Abstract
A multi-agent system to have information flow among agents is bound to experience a communication delay over a directed graph. However, delay information is often unavailable and time varying. To deal with this problem, a consensus control for a second-order multi-agent system consisting of a leader and multiple followers is developed. Sliding mode control is exploited to deal with uncertainties incurred by unknown time varying communication delay and disturbance. The proposed sliding mode consensus control is shown to achieve the asymptotic bounded consensus and the finite time convergence of a sliding variable for any unknown time varying delay with the bounded first and the second derivative. The numerical simulations verify the properties of the proposed algorithm and its performance which is almost identical to one achieved by a consensus algorithm exploiting known delay information.
Highlights
With the widespread use of the internet of things, connected devices which are working at geographically different areas often work as a single complex system
The goal of this paper is to find a consensus control to achieve the asymptotic bounded consensus of the leader-follower multi-agent system (MAS) in the presence of disturbance and unknown time-varying delays
It is assumed that the consensus protocol starts at t = 1 to deal with delayed information
Summary
With the widespread use of the internet of things, connected devices which are working at geographically different areas often work as a single complex system. The MAS may be controlled from a single controller with very powerful processing capability, which is called as a centralized control.

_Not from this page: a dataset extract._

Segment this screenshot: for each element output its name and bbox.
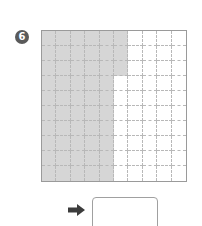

This control strategy may have limited applicability due to the complexity which is proportional to the number of agents. On the other hand, decentralized control allows each agent to operate independently without sharing information, which may often incur the performance degradation compared to the centralized control. A distributed control which exploits information from the limited number of agents often provides the good tradeoff between the centralized control and the decentralized one [2]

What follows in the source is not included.